How to complete this task: From the records below, output exactly the lines running from the line containing "You are a GUI" through the line containing "The image size is (812, 508).", and no others.

Source data:
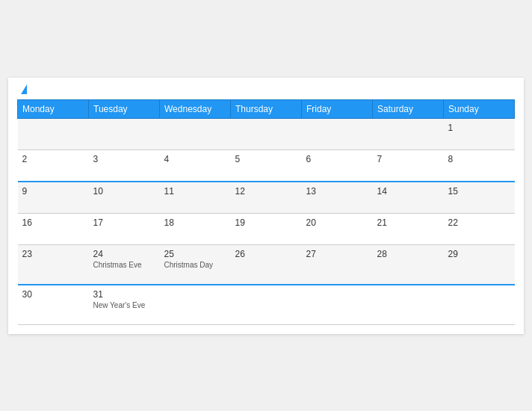 The width and height of the screenshot is (532, 411). What do you see at coordinates (266, 166) in the screenshot?
I see `week-row-1: 2345678` at bounding box center [266, 166].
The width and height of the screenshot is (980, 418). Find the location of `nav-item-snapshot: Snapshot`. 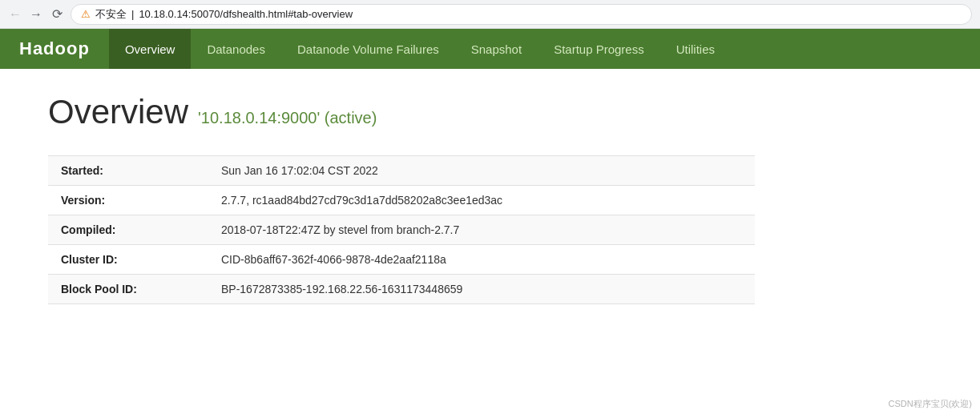

nav-item-snapshot: Snapshot is located at coordinates (497, 49).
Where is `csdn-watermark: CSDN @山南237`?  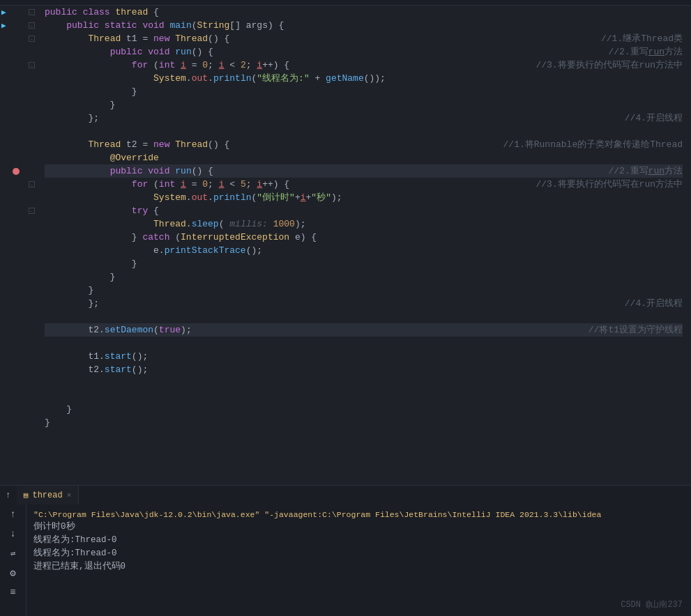
csdn-watermark: CSDN @山南237 is located at coordinates (651, 605).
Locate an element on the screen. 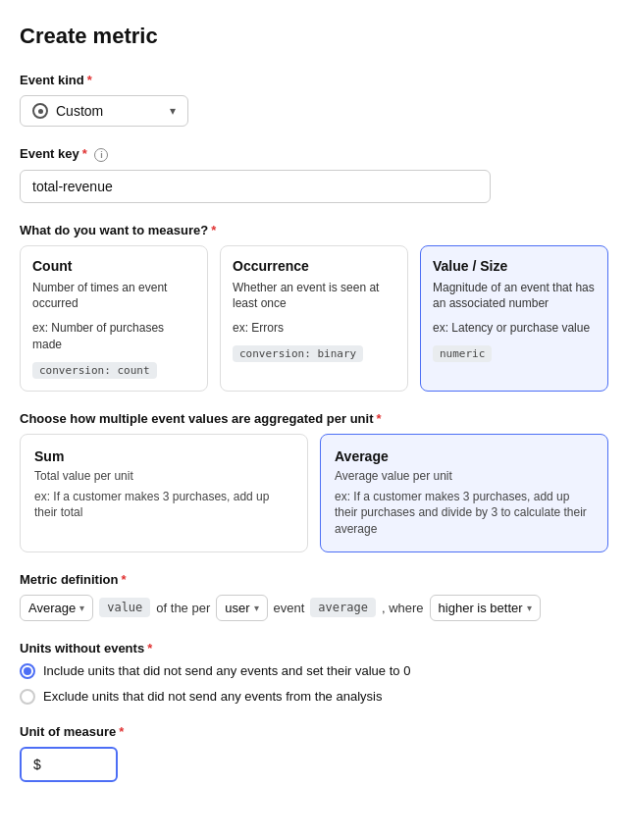 This screenshot has height=840, width=628. exclude-radio-circle is located at coordinates (27, 697).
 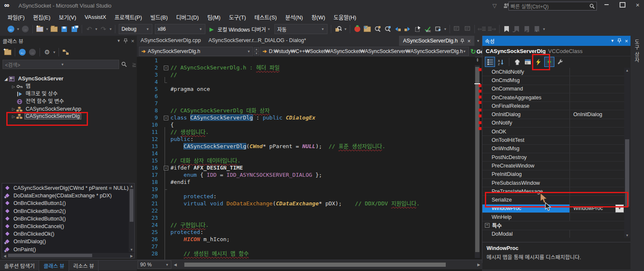 What do you see at coordinates (104, 29) in the screenshot?
I see `redo-button: ↷` at bounding box center [104, 29].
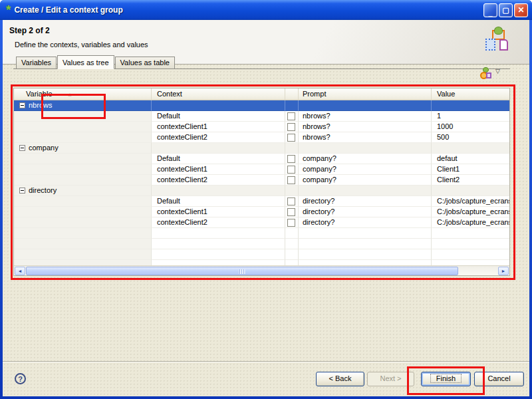  What do you see at coordinates (497, 71) in the screenshot?
I see `view-menu-dropdown-icon: ▽` at bounding box center [497, 71].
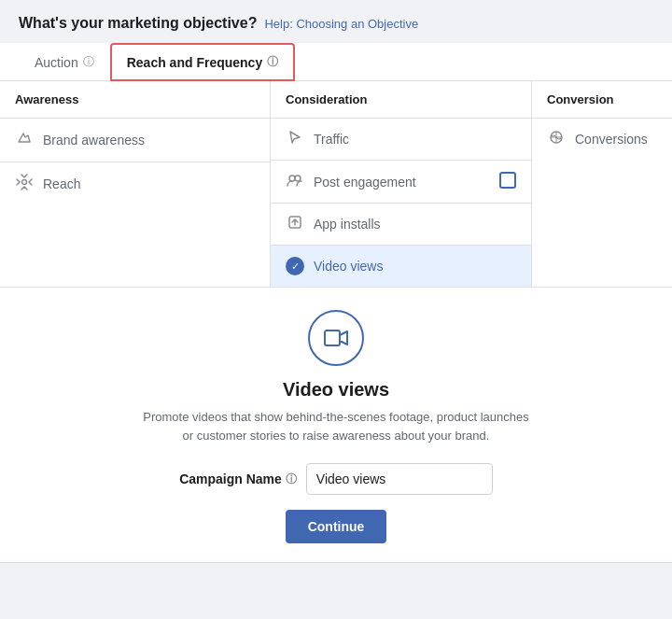 The width and height of the screenshot is (672, 619). What do you see at coordinates (556, 139) in the screenshot?
I see `conversions-icon` at bounding box center [556, 139].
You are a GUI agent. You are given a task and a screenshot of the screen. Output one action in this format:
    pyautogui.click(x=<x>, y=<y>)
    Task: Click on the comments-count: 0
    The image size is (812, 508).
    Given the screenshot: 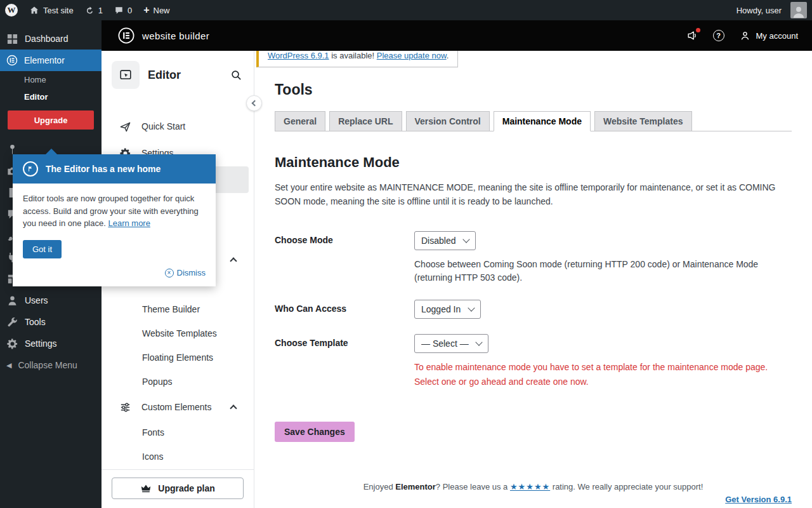 What is the action you would take?
    pyautogui.click(x=129, y=10)
    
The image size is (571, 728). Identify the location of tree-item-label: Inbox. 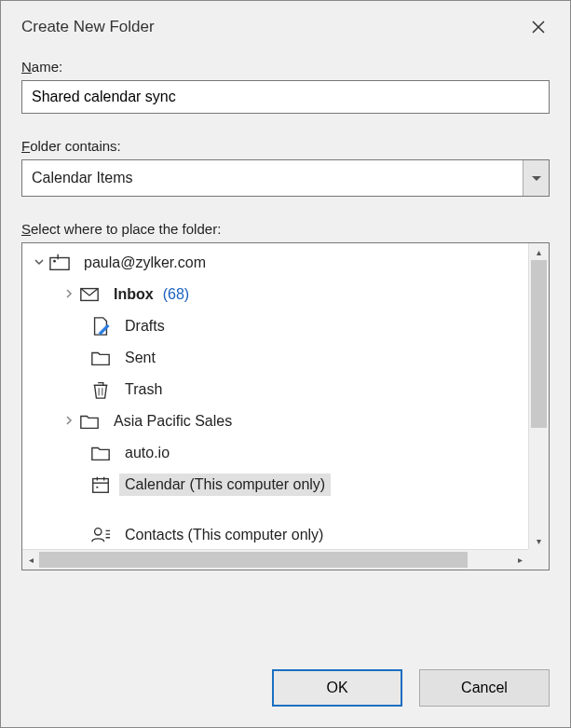
(134, 295).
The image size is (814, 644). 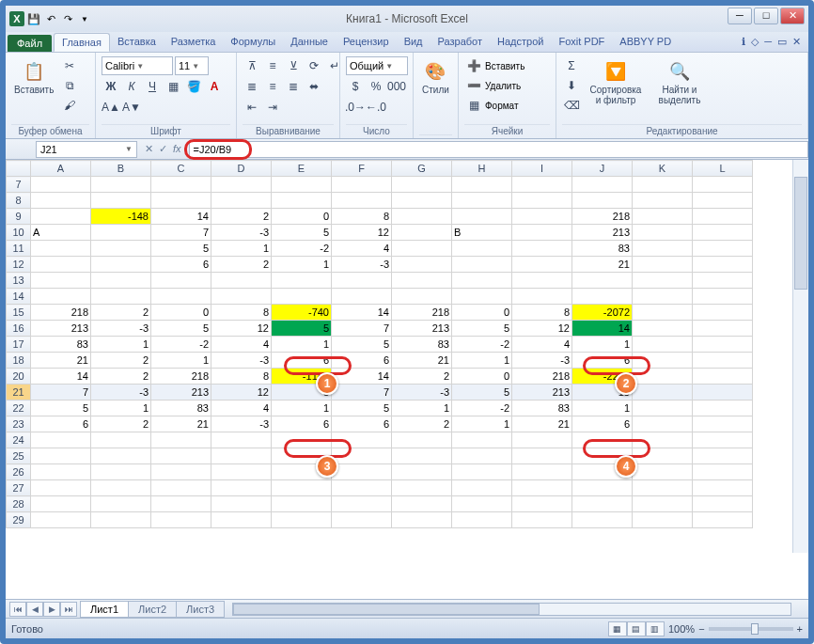 I want to click on row-header-21: 21, so click(x=19, y=393).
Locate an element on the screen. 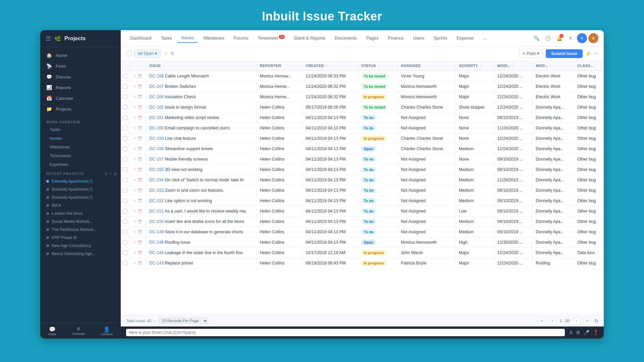 This screenshot has height=362, width=644. nav-issues: Issues is located at coordinates (188, 38).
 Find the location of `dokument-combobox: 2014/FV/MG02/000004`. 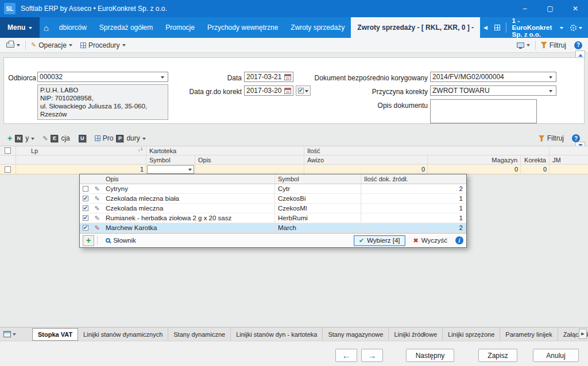

dokument-combobox: 2014/FV/MG02/000004 is located at coordinates (493, 77).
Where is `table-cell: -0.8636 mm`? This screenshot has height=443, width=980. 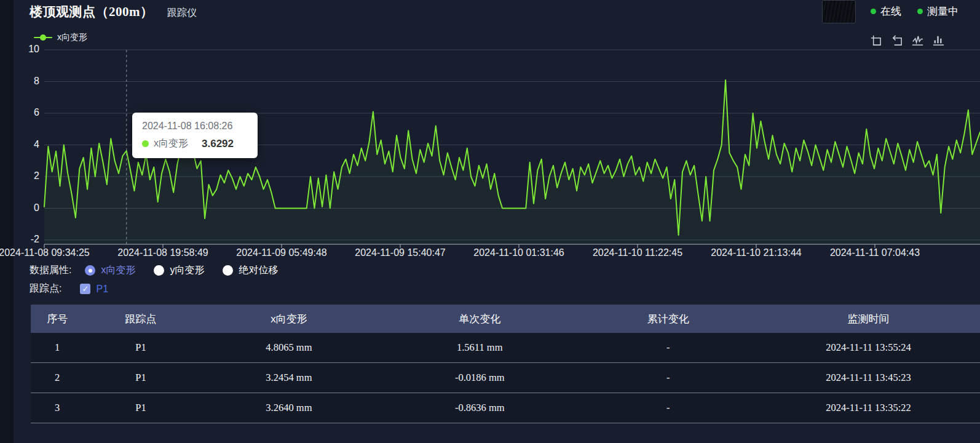 table-cell: -0.8636 mm is located at coordinates (480, 408).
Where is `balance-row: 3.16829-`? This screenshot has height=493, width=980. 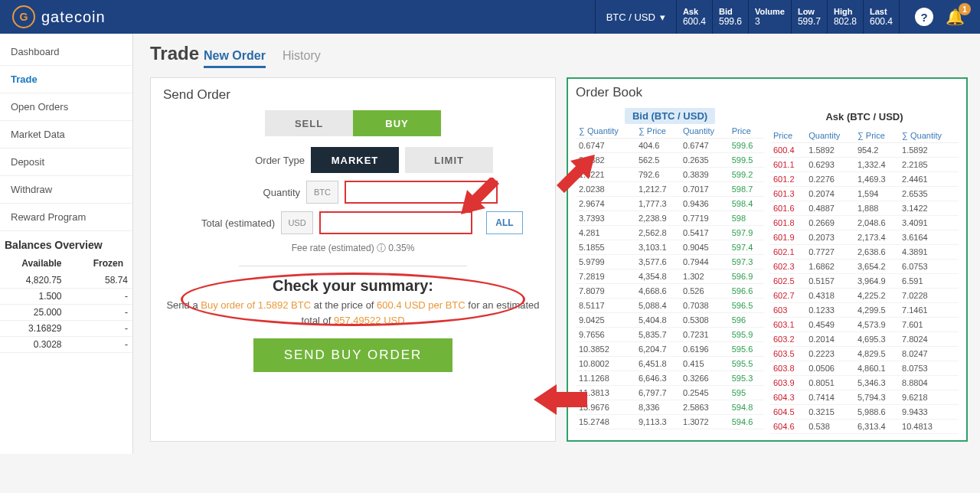
balance-row: 3.16829- is located at coordinates (66, 329).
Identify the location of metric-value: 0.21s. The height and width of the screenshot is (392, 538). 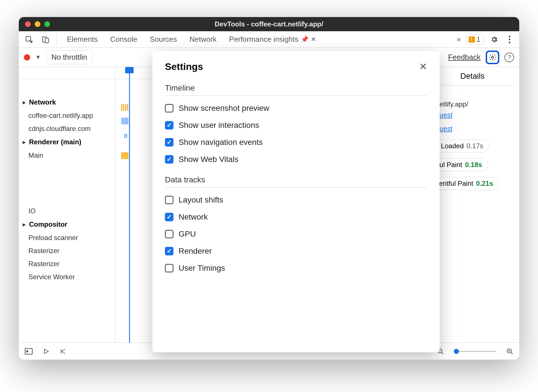
(485, 184).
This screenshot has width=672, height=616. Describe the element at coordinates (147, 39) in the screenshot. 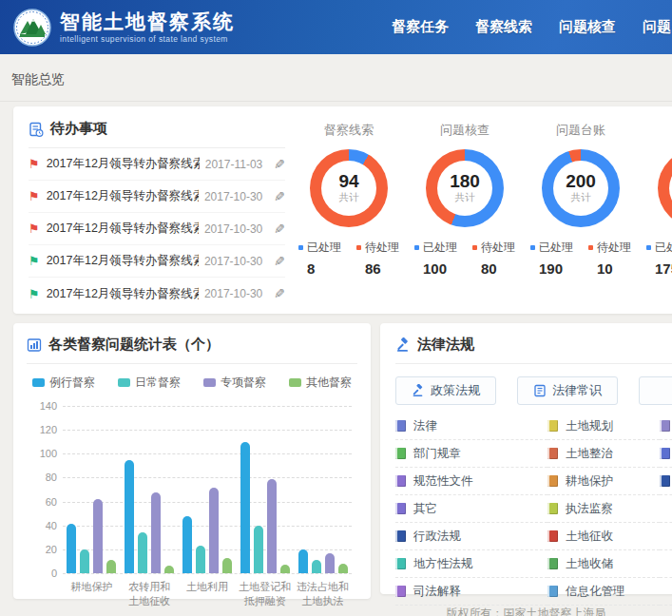

I see `app-subtitle: intelligent supervision of state land sy…` at that location.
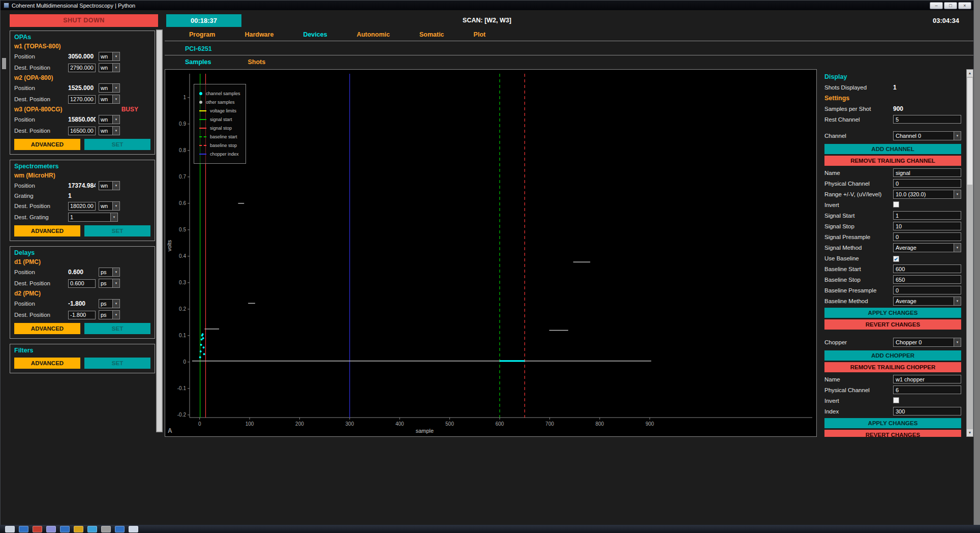  Describe the element at coordinates (893, 356) in the screenshot. I see `add-chopper-button: ADD CHOPPER` at that location.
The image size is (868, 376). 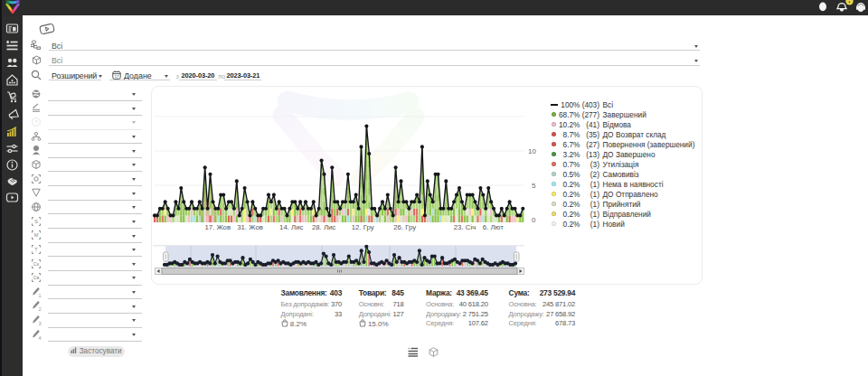 I want to click on svg-text: 0, so click(x=533, y=221).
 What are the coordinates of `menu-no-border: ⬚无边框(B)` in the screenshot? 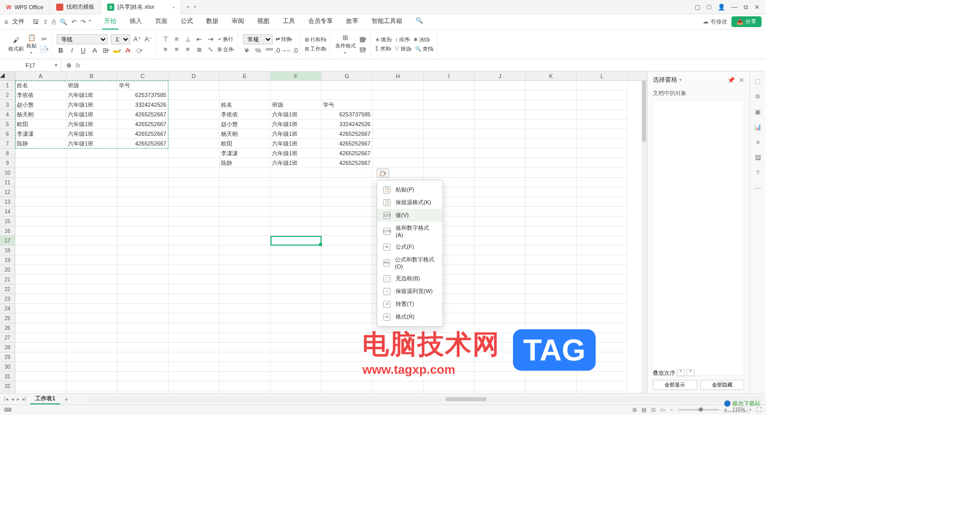 It's located at (410, 279).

Task result:
You are a GUI agent. You are given a task and a screenshot of the screen. Output one action in this format:
    pyautogui.click(x=<x>, y=<y>)
    Task: Click on the comments-count: 0
    The image size is (812, 508).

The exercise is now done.